By Noah Rothman
Wednesday, December 17, 2025
When Republicans pounce, seize, or otherwise take notice
of events that reflect poorly on their political opponents, they are usually
held to account for it in the press. The formula, as I understood it a decade ago, can be summarized in an
axiom: When the subject of the story makes Democrats look bad, the story is never
the story. Rather, the story becomes the reaction to the story —
preferably reactions that are gauche, immature, or gratuitous. In this way,
readers are dissuaded from associating themselves with the Democratic Party’s
critics.
We now have a new corollary to that maxim, one that is
certain to test your capacity for contempt. Via the execrable one-time director
of Human Rights Watch, Kenneth Roth, the world was treated to a version of the
exhausted “Republicans pounce” rubric that accuses the global right of
displaying an untoward level of concern over the slaughter of Jewish civilians
in Australia.
The article to which he drew the world’s attention is as
detestable as the excerpt. After some perfunctory throat clearing about the
inhumanity of it all, Australian author Em Hilton pivots breezily to the worst
aspect of the Bondi Beach massacre: “right-wing politicians and public figures”
attributing the attack to “anti-Zionist sentiment and pro-Palestinian
activism.”
After all, we do not yet know the motives of the killers,
she insisted before helpfully noting in a parenthetical that Australian
“authorities have since linked the two men to ISIS” — not that you can draw any
firm conclusions from such associations. Indeed, Hilton rattles off one Western
politician after another who rushed to conclude that this display of violent
anti-Jewish pathology looks a lot like the many similar episodes of antisemitic violence that are occurring with increasing, and increasingly horrible, regularity. How dare they!
“It is obscene how quickly the right has seized on this
horror to advance an Islamophobic, anti-Palestinian agenda,” Hilton insisted.
“And it is disgusting to see Israel’s politicians almost gleeful at the
opportunity to distract from their genocidal onslaught in Gaza by using our
pain and grief as a political weapon.”
In retailing the verifiably untrue claim that Israel was
engaged in anything resembling a genocidal project in Gaza, Hilton clings to
the delusion that animates the murderers. Indeed, in even making the
association between the actions of the Jewish State and the supposed collective
complicity of the Jewish diaspora, she’s evincing her own attachment to that
very delusion.
While the author gently condemns the degree to which
social media posters “justified or even celebrated” the death of one of the 15
victims, Rabi Eli Schlanger, she couldn’t help but notice that he had
“supported Israel’s genocide in Gaza” — as demonstrated by his support for the
Israeli Defense Forces’ post-10/7 mission. And “there is also no indication
that Schlanger was targeted because of his views.”

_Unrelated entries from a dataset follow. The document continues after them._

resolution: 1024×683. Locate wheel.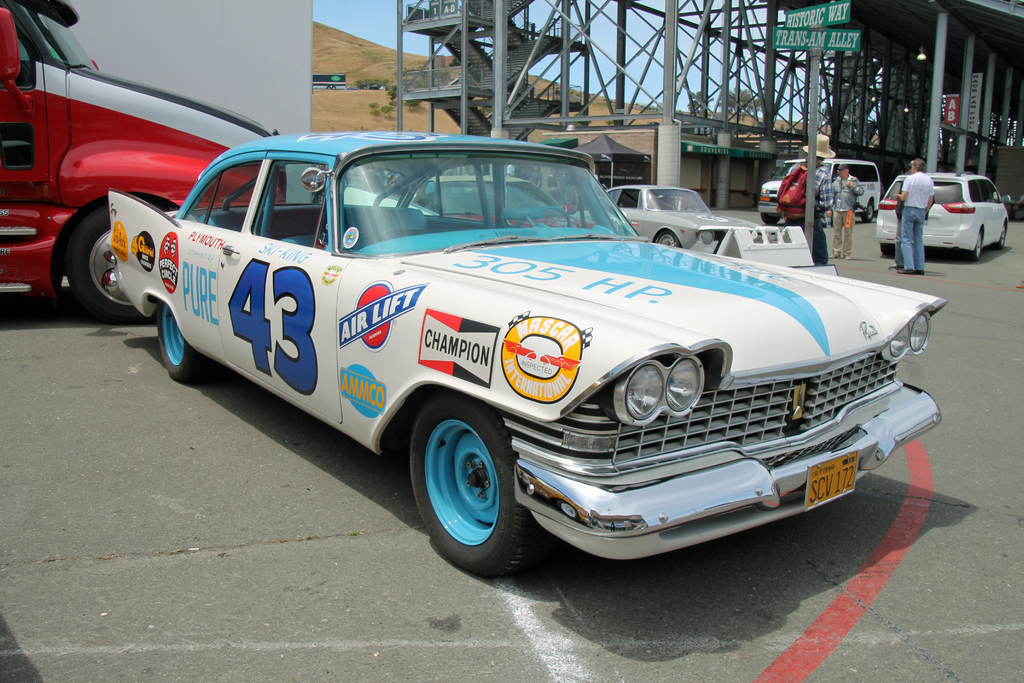
[966,234,986,260].
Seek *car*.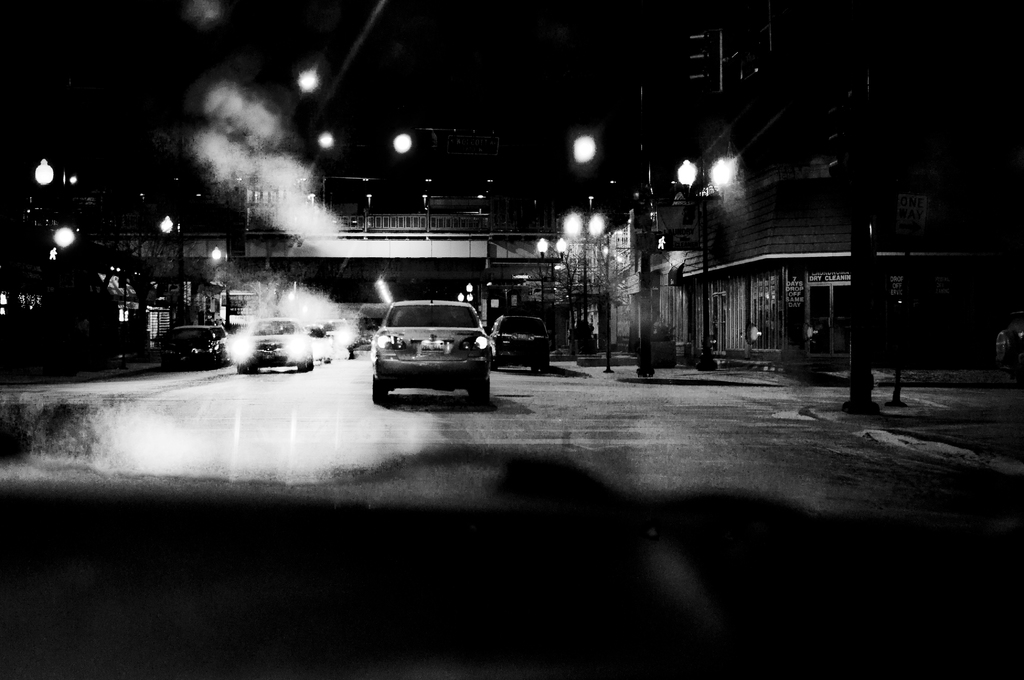
{"x1": 160, "y1": 321, "x2": 220, "y2": 365}.
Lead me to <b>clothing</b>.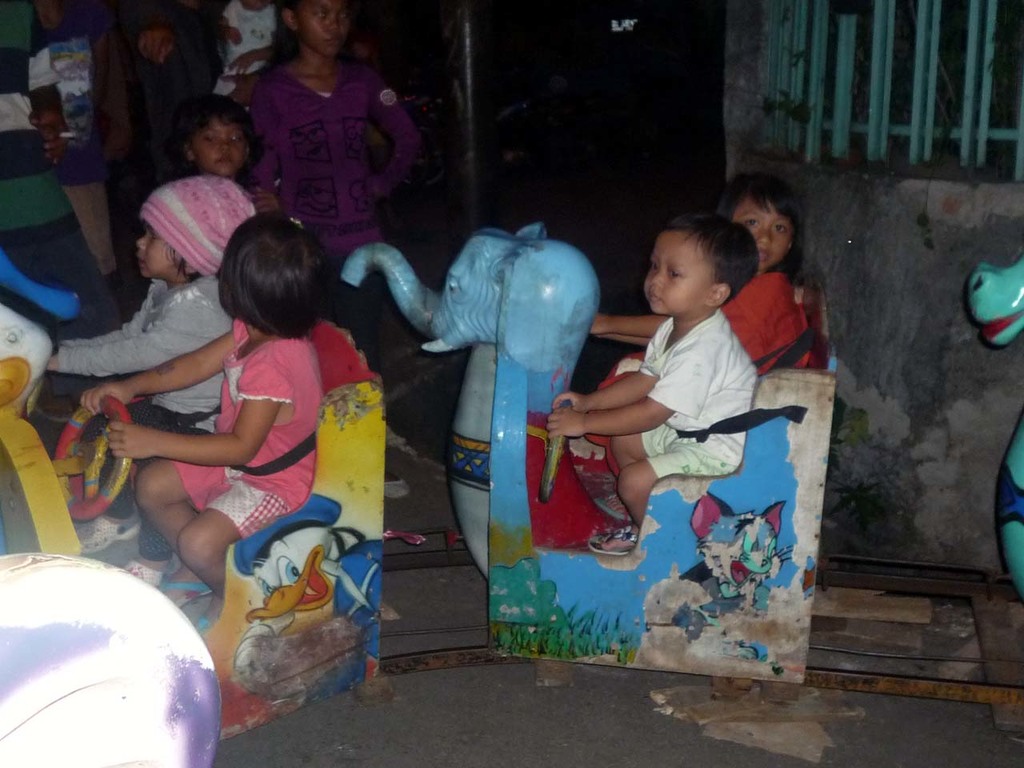
Lead to BBox(48, 266, 244, 510).
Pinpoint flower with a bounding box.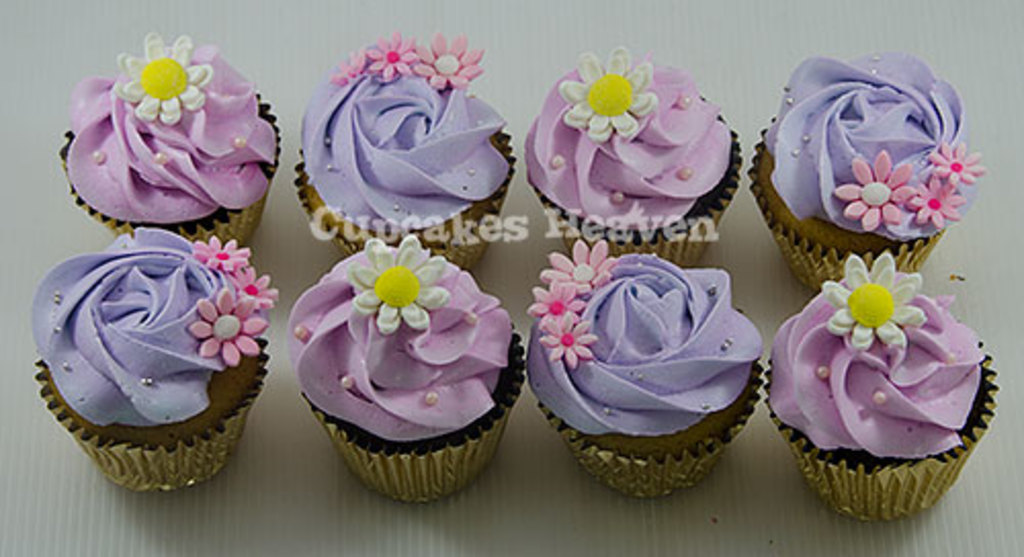
(left=365, top=29, right=414, bottom=80).
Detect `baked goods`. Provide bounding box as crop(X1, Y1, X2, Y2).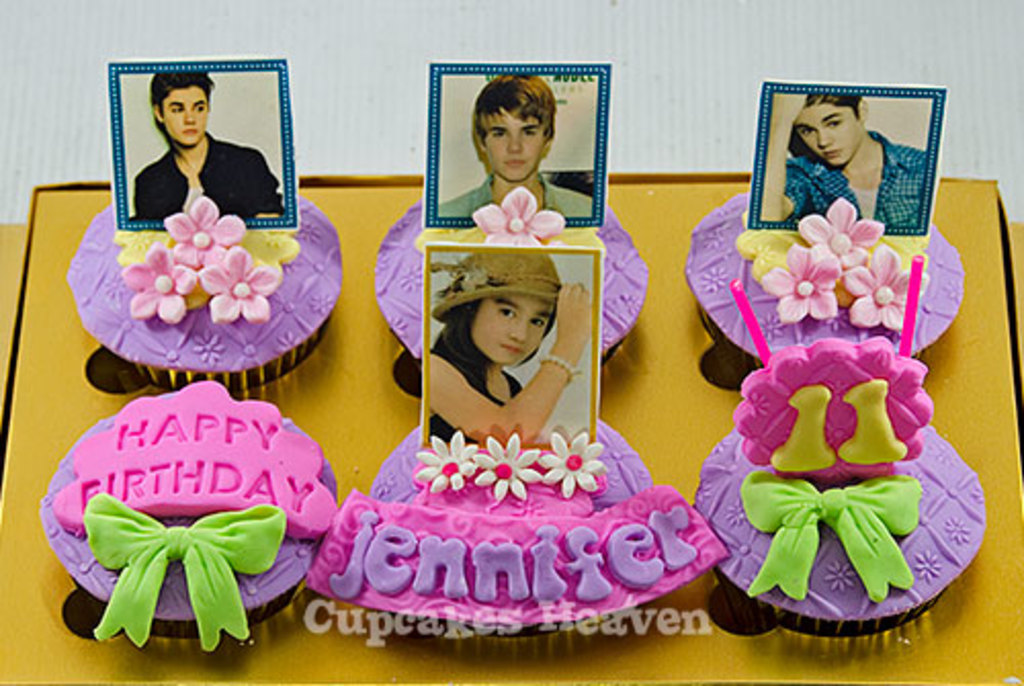
crop(686, 346, 985, 649).
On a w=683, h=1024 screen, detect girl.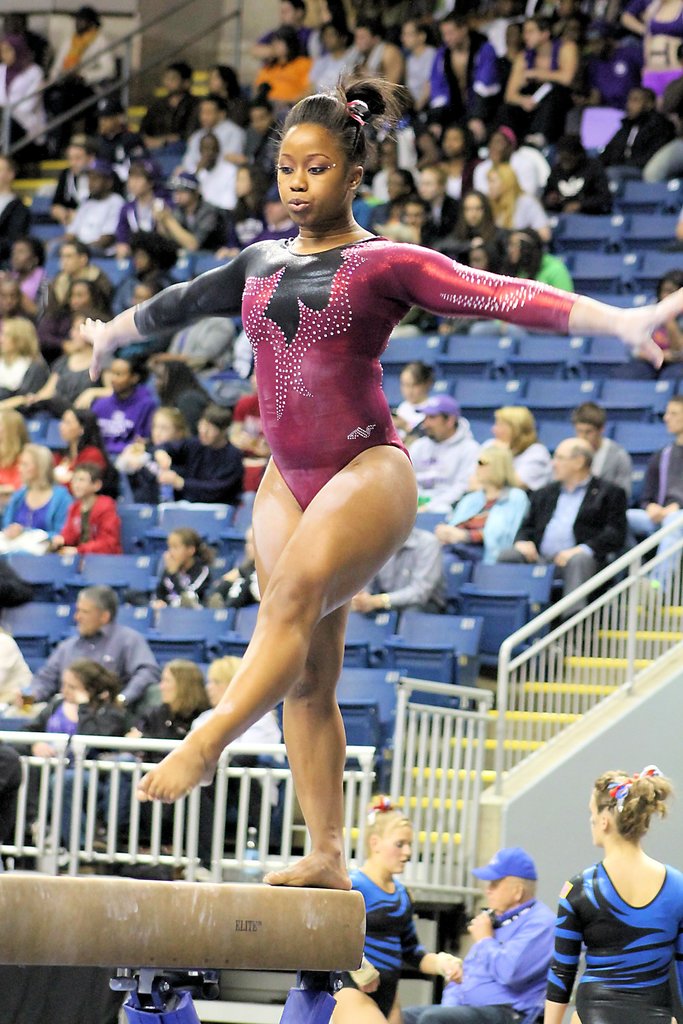
region(186, 652, 281, 865).
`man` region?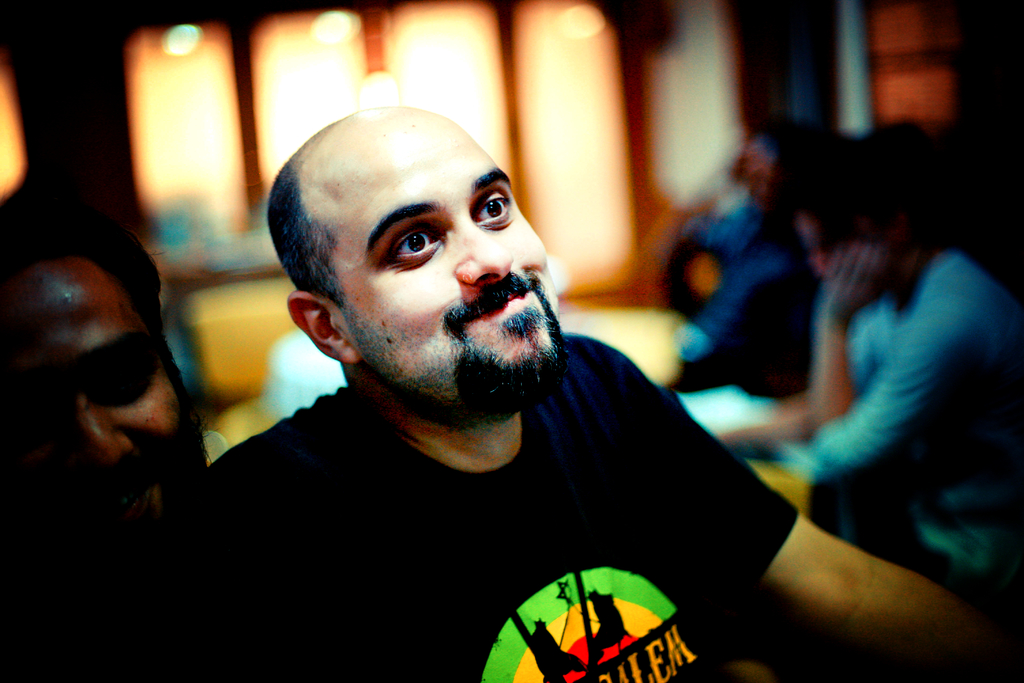
box=[1, 199, 225, 531]
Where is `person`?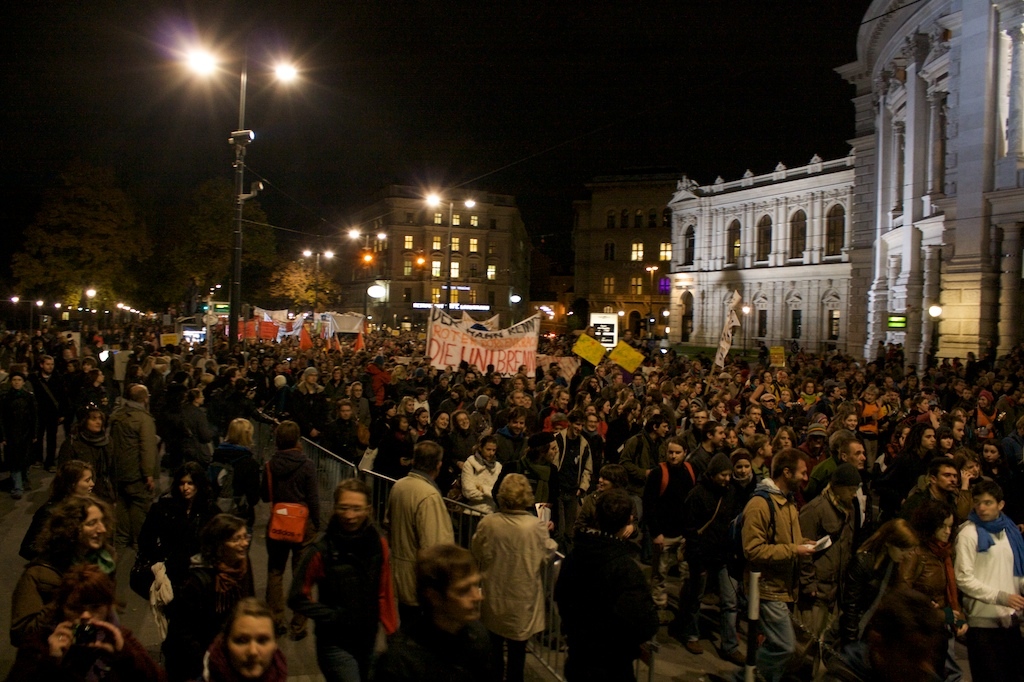
x1=4, y1=495, x2=132, y2=651.
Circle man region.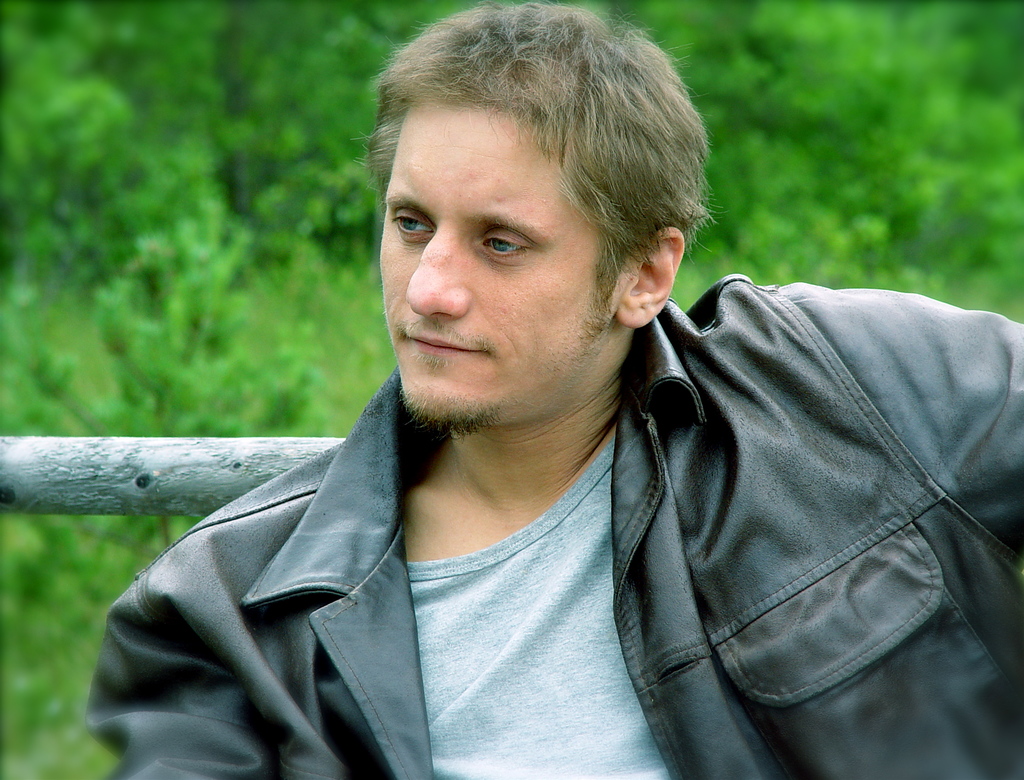
Region: 113/0/1004/770.
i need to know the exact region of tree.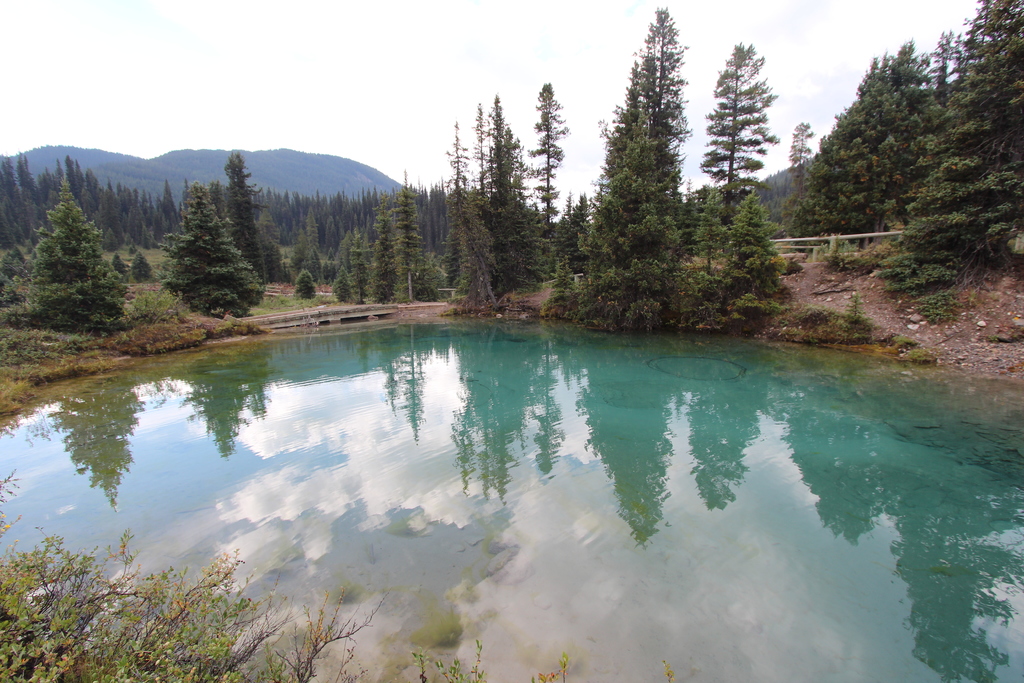
Region: l=440, t=120, r=479, b=296.
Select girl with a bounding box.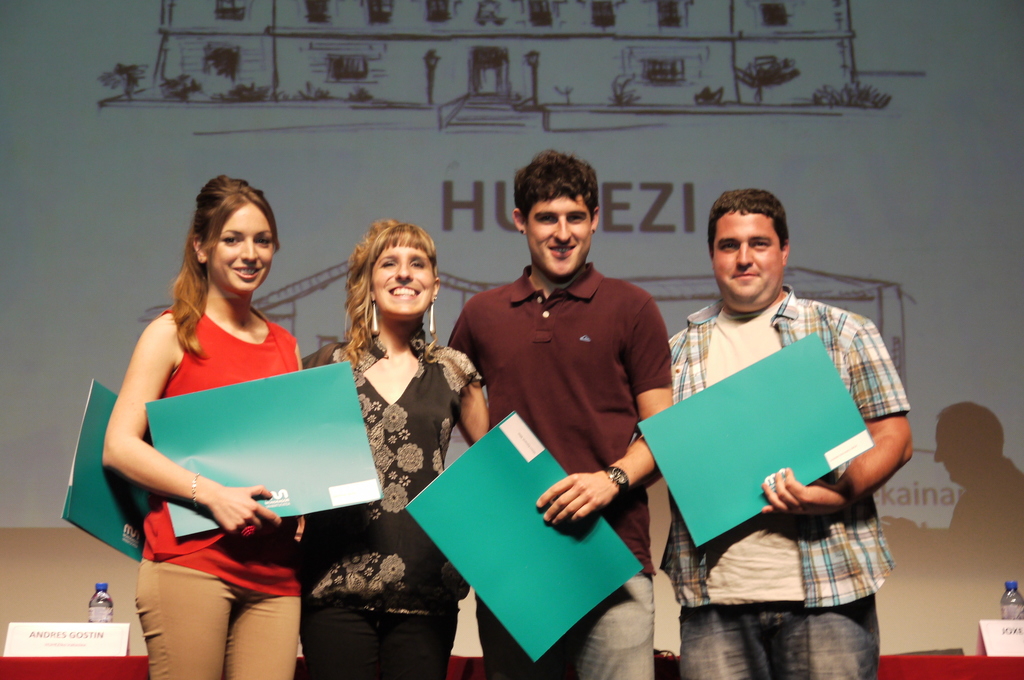
crop(294, 210, 493, 679).
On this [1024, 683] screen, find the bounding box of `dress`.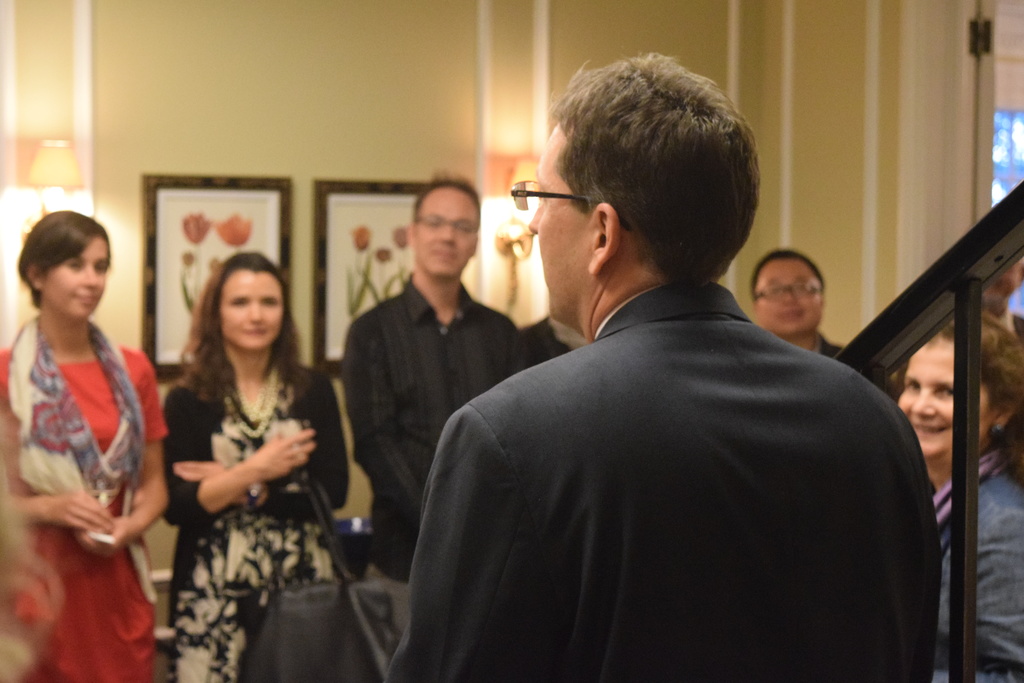
Bounding box: [x1=0, y1=347, x2=172, y2=682].
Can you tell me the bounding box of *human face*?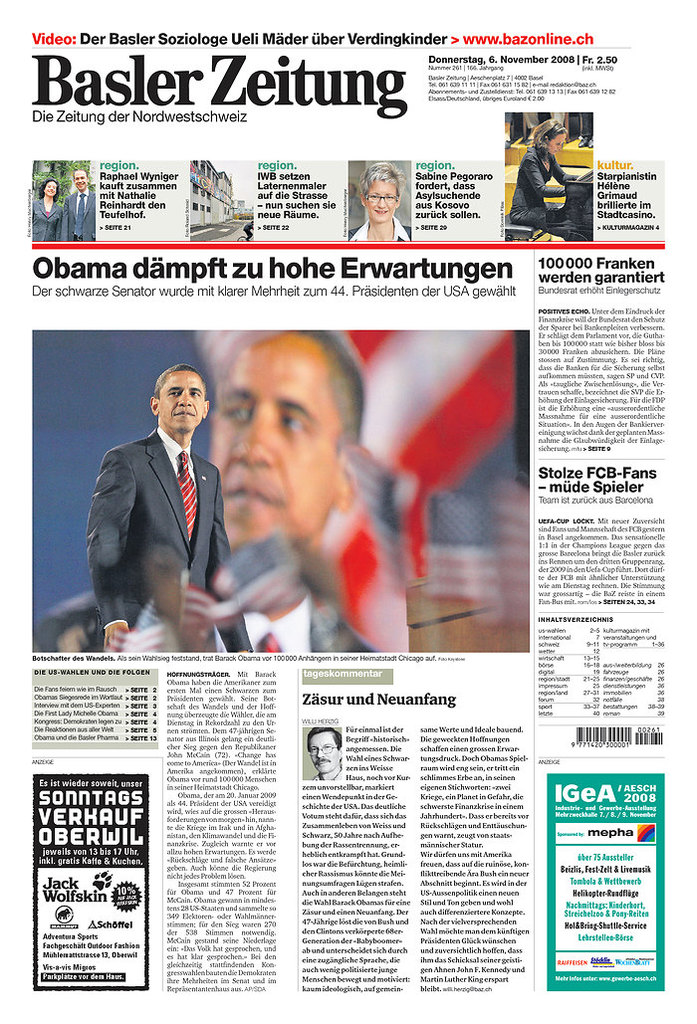
<box>75,169,86,192</box>.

That’s true. He wasn’t targeted for his views. He was
targeted because he was a visibly Jewish man attending a Hanukkah celebration.
A cautious reader cannot help but conclude from the inclusion of Schlanger’s
imagined sins in the text that Hilton cannot rule out the notion that he got
what was coming to him.
Indeed, the real victims of the Bondi Beach attack were
those who languish in the shadow of the “settler-colonial ethnostate.” Hilton
includes herself among their ranks, all of whom have “a target on our backs” as
members of one of many communities who experience no “sense of safety in the
unfolding era of political violence and instability.”
The message is clear: If you want to be regarded as a
serious person in the supposed “pro-Palestinian” community, you cannot evince
too much sympathy for dead Jews. They’re one of many victims here, if they are
victims at all. The story is not the story. The reaction to the story is
the story.
It’s a threadbare journalistic trope. In America, the
“Republicans pounce” phenomenon has been picked apart to the point that it’s
reasonable to conclude the reporters who still rely on it know they’re being
provocative, if not wholly propagandistic. The rest of the world had been
spared our torment until now.
In their desperation to look away from the scene of the
slaughter, anti-Israel obsessives concede tacitly that their monomania is
unsustainable when confronted by the threat posed by radical Islamist
antisemitism. To admit as much would be to concede ground to Israel, even
lending credence to the notion that its post-10/7 wars were a moral enterprise
in defense of civilization itself. And we can’t have that.